Speaking of fan mail, the Fantastic Four themselves answered the letters in the next issue, Fantastic Four #11. As explained in the final panel, the first story in the issue, 'A Visit with the Fantastic Four,' was a "way of answering many of the interesting questions that our readers have written."

This interaction with readers via letter is another Marvel tradition echoed in Byrne's run on The Sensational She-Hulk when an ongoing letters page gag eventually spilled over into the comic. In The Sensational She-Hulk #40 by Byrne and Oliver, an issue that features the slogan "Because You Demanded It" on the cover, a frequent joke about She-Hulk jumping rope in the nude develops into a six-page bit that sees editor Renée Witterstaetter revealing that DeFalco would only ever allow the scene if Shulkie was "wearing something behind those blur lines."

Lost in a good comic book

The Sensational She-Hulk is never interested in letting you forget that you're reading a comic book. One way this is accomplished is through frequent references to the editorial team and equally frequent but much more self-deprecating references to Byrne himself.

All this culminates in the final issue, 1993's The Sensational She-Hulk #50. In this "special 48-page issue," Shulkie grapples with the death of the author… literally. Witterstaetter summons She-Hulk to the Marvel Comics offices and informs her that Byrne is dead, having "tripped over a dangling sub-plot and broke[n] his neck." This metafictional conflict creates tension for the issue, which sees many recognizable creators (including Dave Gibbons, Frank Miller, Wendy Pini, Walter Simonson, Howard Chaykin, Adam Hughes, and Howard Mackie) each given a couple of pages apiece for their respective takes on the next She-Hulk run.

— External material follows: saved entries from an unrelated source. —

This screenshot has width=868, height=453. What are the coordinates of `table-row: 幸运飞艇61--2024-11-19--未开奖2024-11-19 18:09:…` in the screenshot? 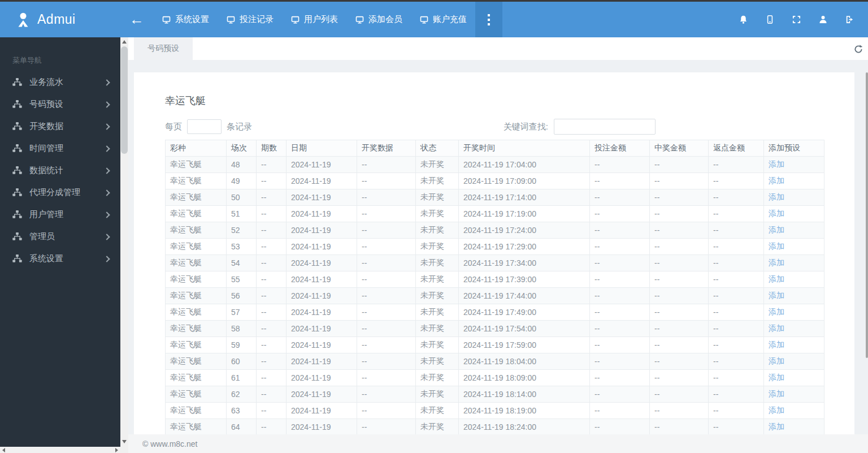 It's located at (495, 378).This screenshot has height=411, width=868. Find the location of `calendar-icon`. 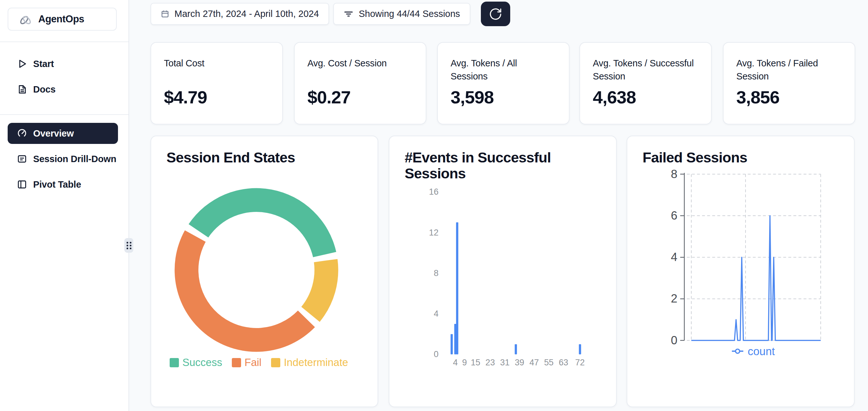

calendar-icon is located at coordinates (165, 14).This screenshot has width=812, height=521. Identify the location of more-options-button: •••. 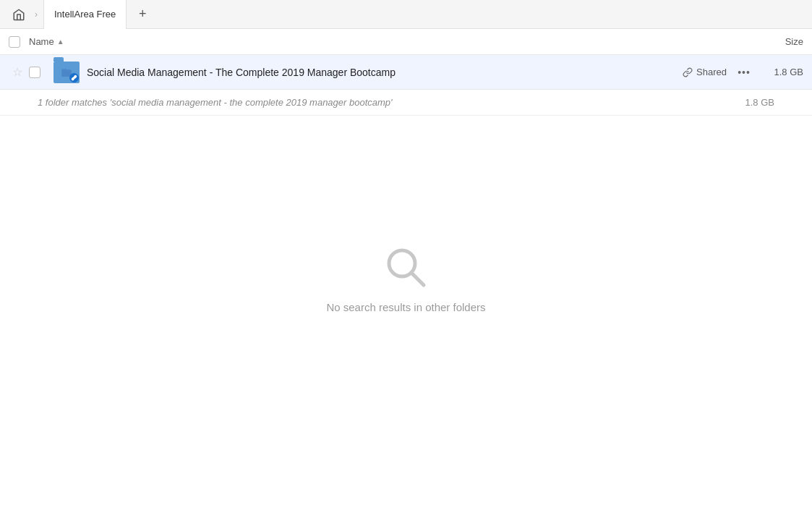
(744, 72).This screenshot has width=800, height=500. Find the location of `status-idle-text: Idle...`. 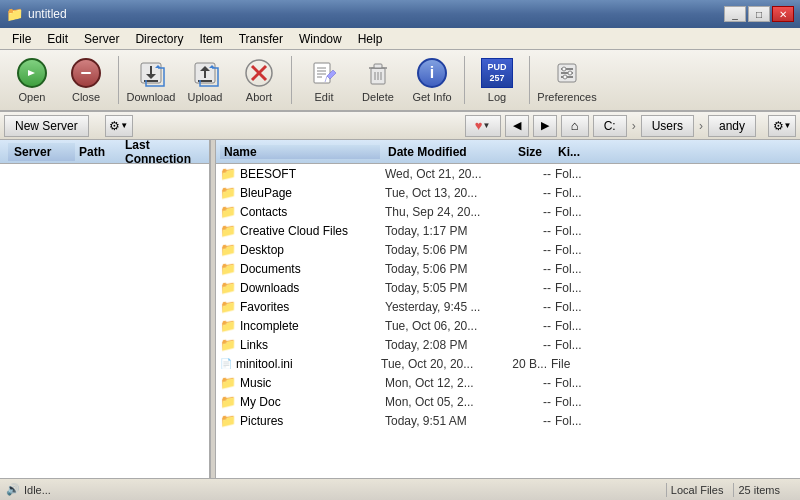

status-idle-text: Idle... is located at coordinates (38, 490).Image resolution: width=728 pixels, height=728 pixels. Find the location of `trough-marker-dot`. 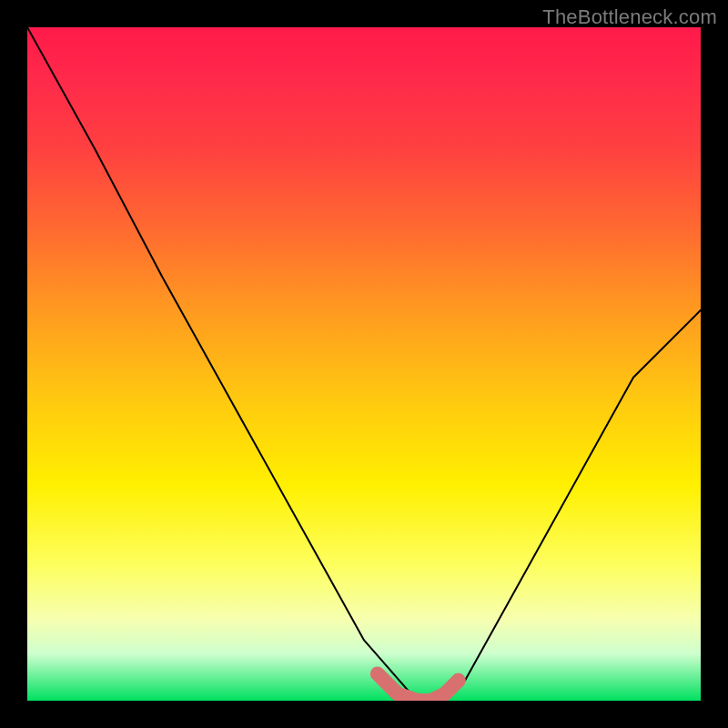

trough-marker-dot is located at coordinates (459, 681).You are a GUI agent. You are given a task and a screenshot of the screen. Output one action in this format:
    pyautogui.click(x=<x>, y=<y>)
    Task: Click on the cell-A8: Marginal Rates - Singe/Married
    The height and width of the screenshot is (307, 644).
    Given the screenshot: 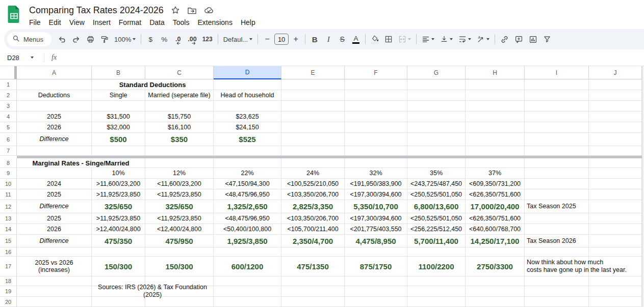 What is the action you would take?
    pyautogui.click(x=81, y=163)
    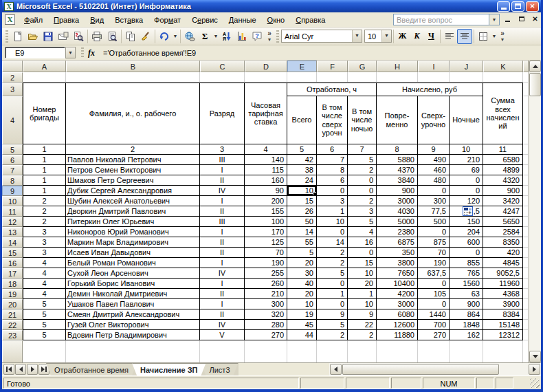 Image resolution: width=543 pixels, height=392 pixels. Describe the element at coordinates (133, 253) in the screenshot. I see `cell: Исаев Иван Давыдович` at that location.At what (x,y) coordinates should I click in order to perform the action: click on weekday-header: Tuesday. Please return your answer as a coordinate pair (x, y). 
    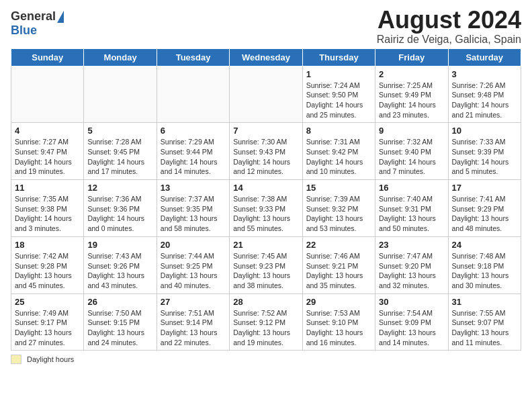
    Looking at the image, I should click on (193, 57).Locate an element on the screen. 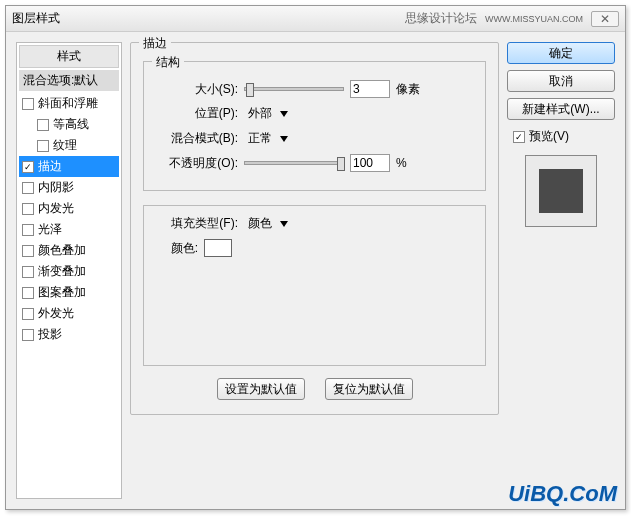 This screenshot has height=517, width=631. style-label: 纹理 is located at coordinates (65, 146).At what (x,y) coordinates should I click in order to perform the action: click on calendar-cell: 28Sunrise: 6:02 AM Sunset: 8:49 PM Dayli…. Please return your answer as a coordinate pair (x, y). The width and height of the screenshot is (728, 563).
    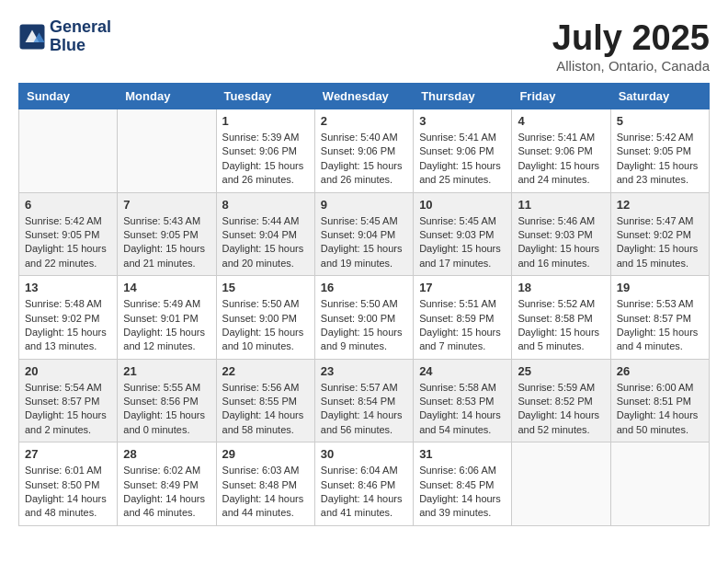
    Looking at the image, I should click on (167, 484).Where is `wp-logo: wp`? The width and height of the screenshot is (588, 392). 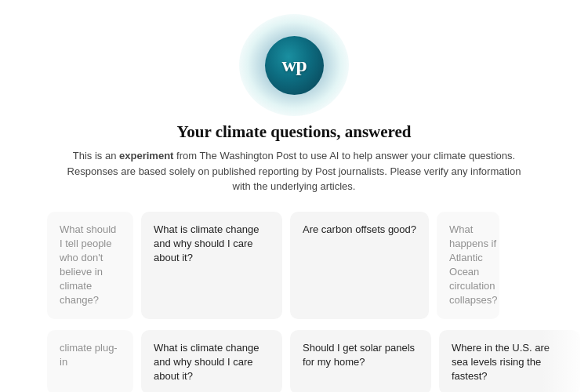 wp-logo: wp is located at coordinates (293, 65).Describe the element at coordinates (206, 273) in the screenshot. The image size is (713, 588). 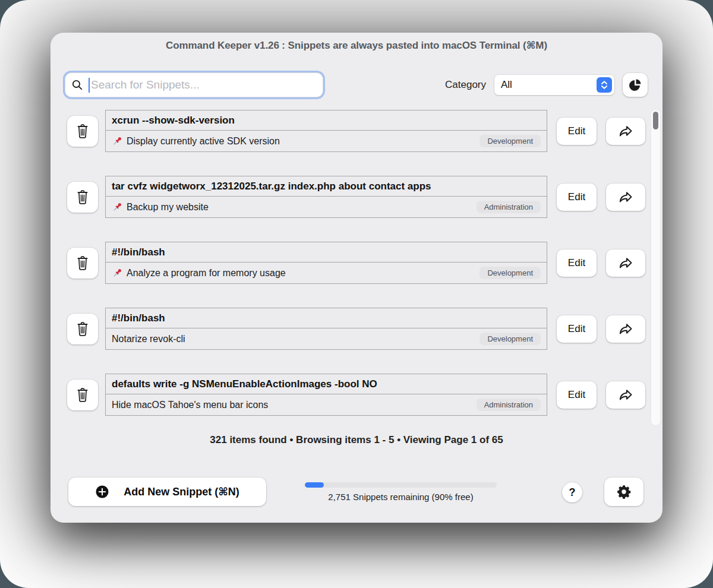
I see `snippet-description: Analyze a program for memory usage` at that location.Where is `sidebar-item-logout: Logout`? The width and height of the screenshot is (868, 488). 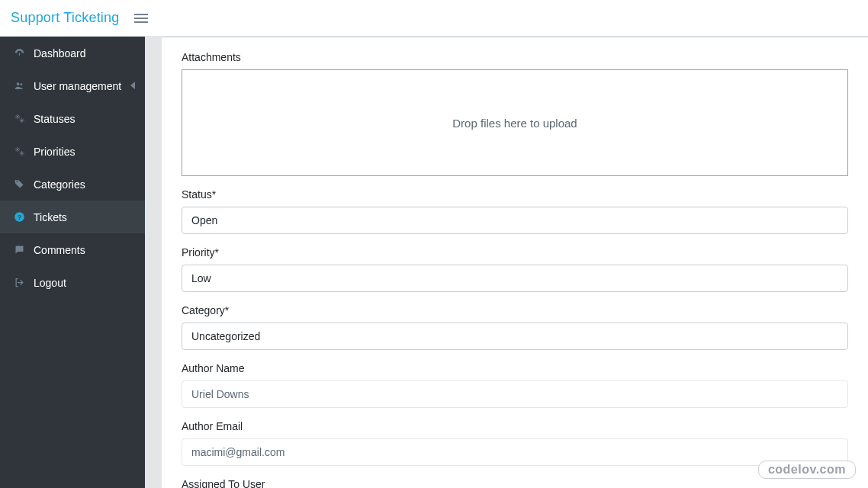 sidebar-item-logout: Logout is located at coordinates (72, 282). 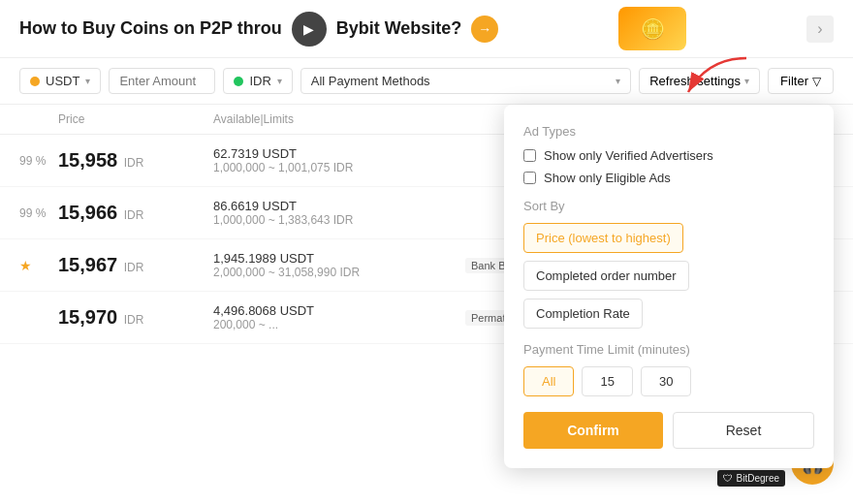 What do you see at coordinates (669, 205) in the screenshot?
I see `sort-by-label: Sort By` at bounding box center [669, 205].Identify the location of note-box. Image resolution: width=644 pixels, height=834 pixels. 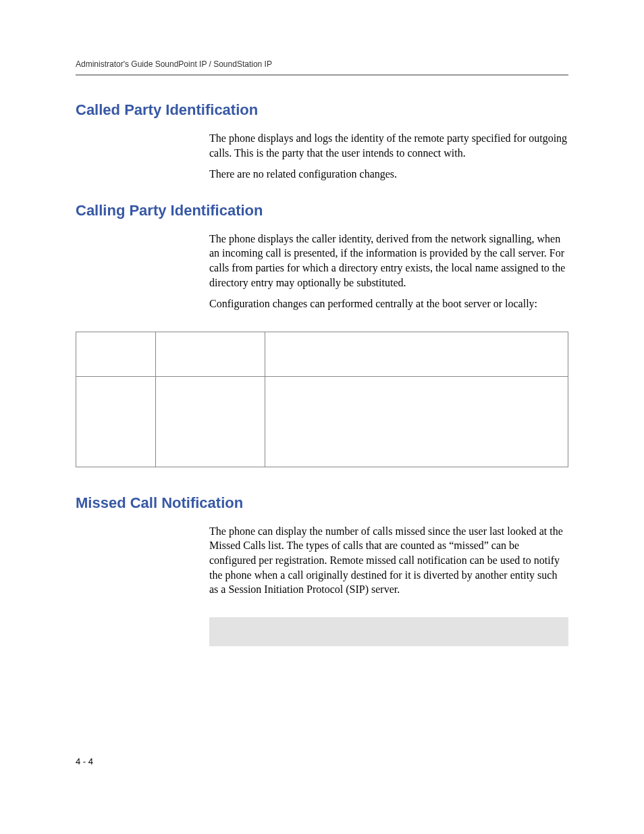
(389, 632).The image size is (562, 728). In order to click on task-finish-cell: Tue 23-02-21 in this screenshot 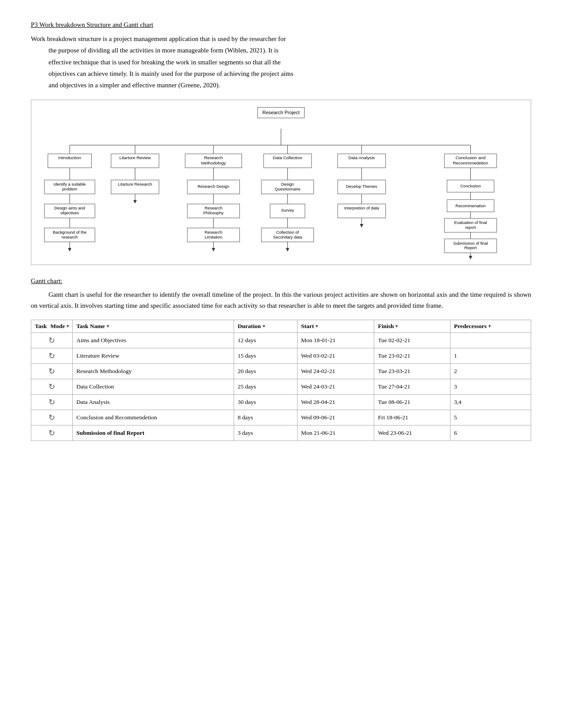, I will do `click(413, 355)`.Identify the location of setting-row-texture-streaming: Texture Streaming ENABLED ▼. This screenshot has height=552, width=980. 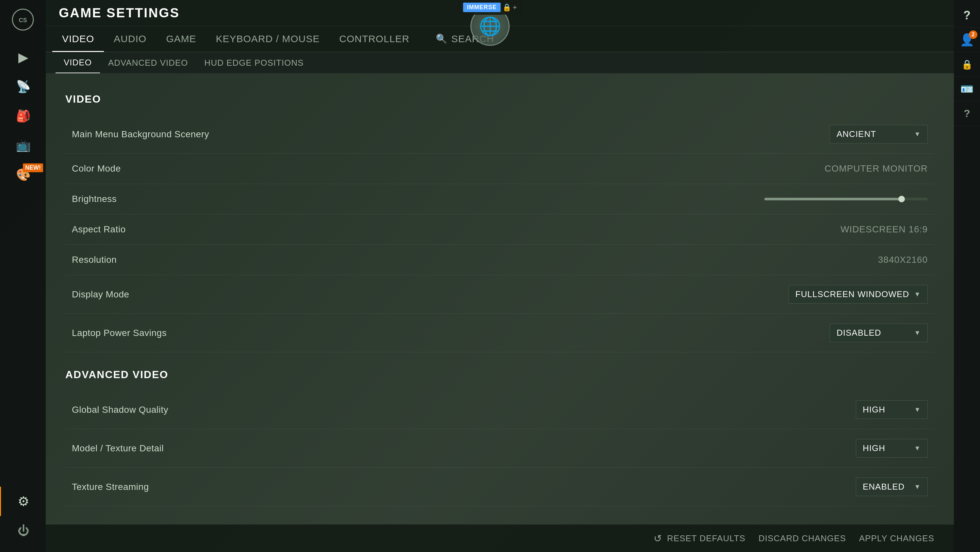
(500, 487).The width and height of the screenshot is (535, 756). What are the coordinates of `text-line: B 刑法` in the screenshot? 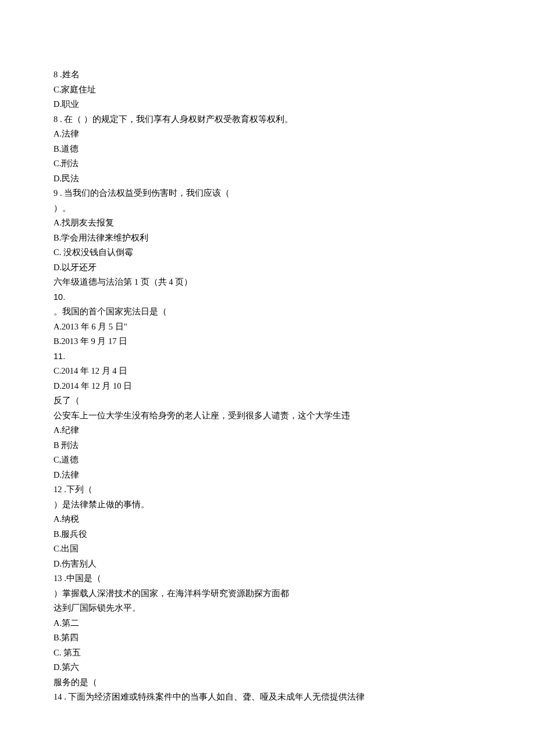 It's located at (268, 446).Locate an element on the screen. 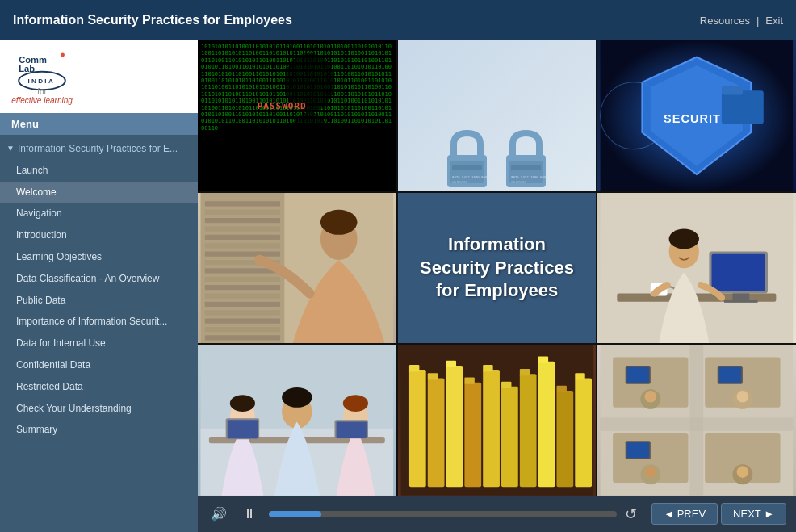 This screenshot has height=532, width=796. sidebar-item-summary: Summary is located at coordinates (98, 429).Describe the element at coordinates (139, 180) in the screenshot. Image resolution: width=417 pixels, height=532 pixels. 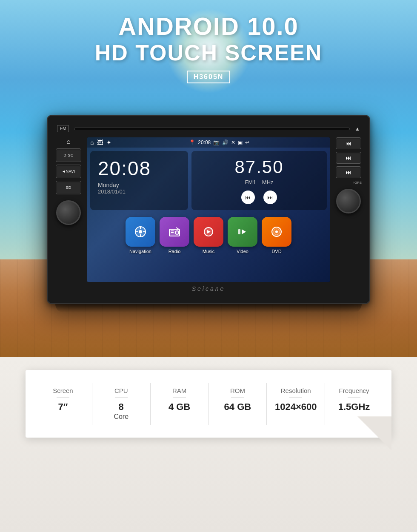
I see `clock-widget: 20:08 Monday 2018/01/01` at that location. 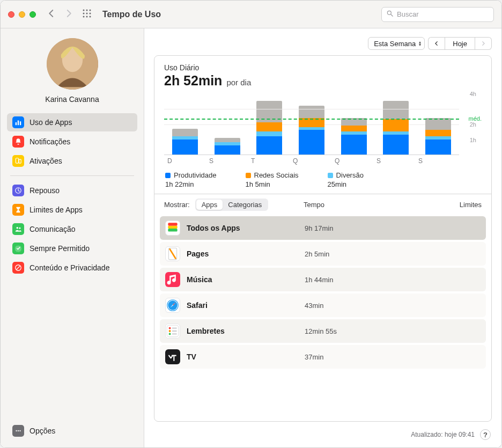 What do you see at coordinates (245, 205) in the screenshot?
I see `seg-option-categories: Categorias` at bounding box center [245, 205].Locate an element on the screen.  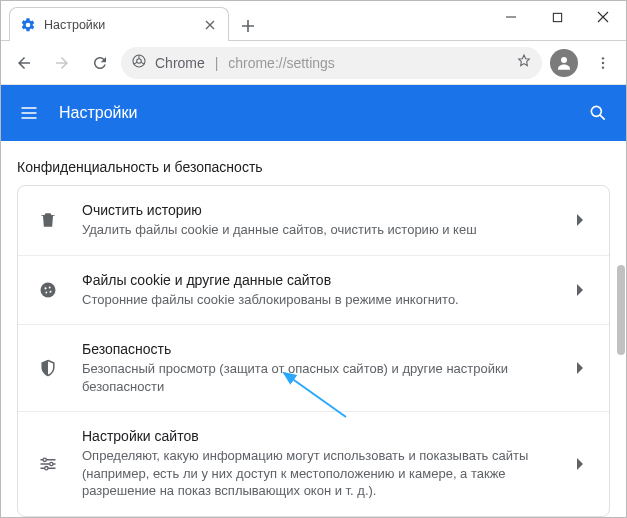
browser-tab: Настройки is located at coordinates (119, 24).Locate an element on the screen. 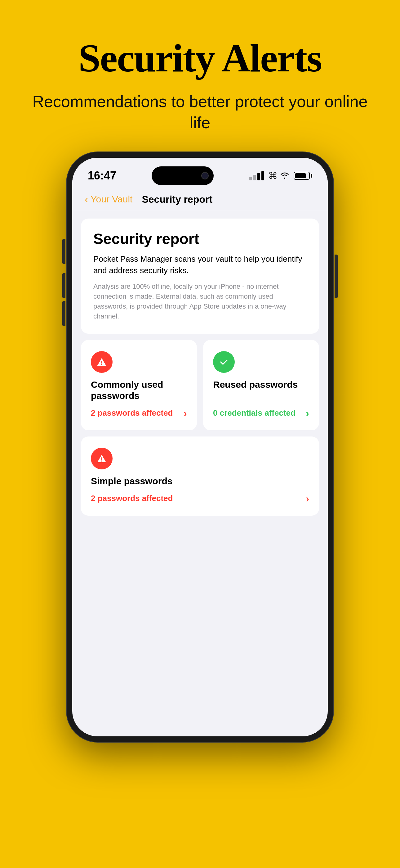 This screenshot has width=400, height=868. signal-icon is located at coordinates (257, 176).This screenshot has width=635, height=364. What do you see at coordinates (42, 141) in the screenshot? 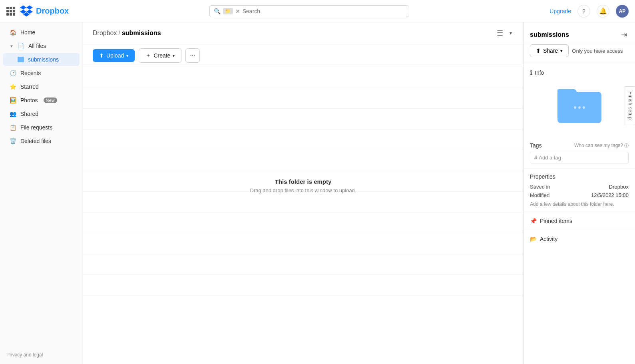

A three panel page of Lil She-Hulk
Image credit: Marvel Comics

In addition to offering a funny roster of stories (and surveying the roster of all-star creators at the beck and call of Marvel Comics), this final issue allows the book to explain its cancellation. As revealed in the final pages, Byrne isn't dead – he's just been retooling the series into "Li'l She-Hulk," an adorable Li'l Archie-esque takes on the Marvel Universe. Disgusted, She-Hulk hurls Byrne out of the Marvel Comics offices, causing him to "Squoit" on the sidewalk many floors blow.

Metafiction mayhem

While some of the more recent runs of She-Hulk haven't emphasized the character's mastery of metafiction, it looks now as though the Marvel Cinematic Universe has… and from there, it's just a short waddle to a spin-off Howard the Duck series that leads to a team-up with Shulkie and Gwen Poole, right? Get down, America!
Interested in reading about more comic book winks-at-the-reader? Check out this Popverse piece on The evolution of the Stan Lee cameo in comics.
Rebecca Oliver Kaplan

Rebecca Oliver Kaplan: Rebecca Oliver Kaplan (she/he) is a bigender comic critic and judicial scholar and co-author of Double Challenge: Being LGBTQ and a Minority with his wife, Avery Kaplan. His work can regularly be found at Geek Girl Authority, Comics Beat, Prism Comics, PanelxPanel, and MovieWeb.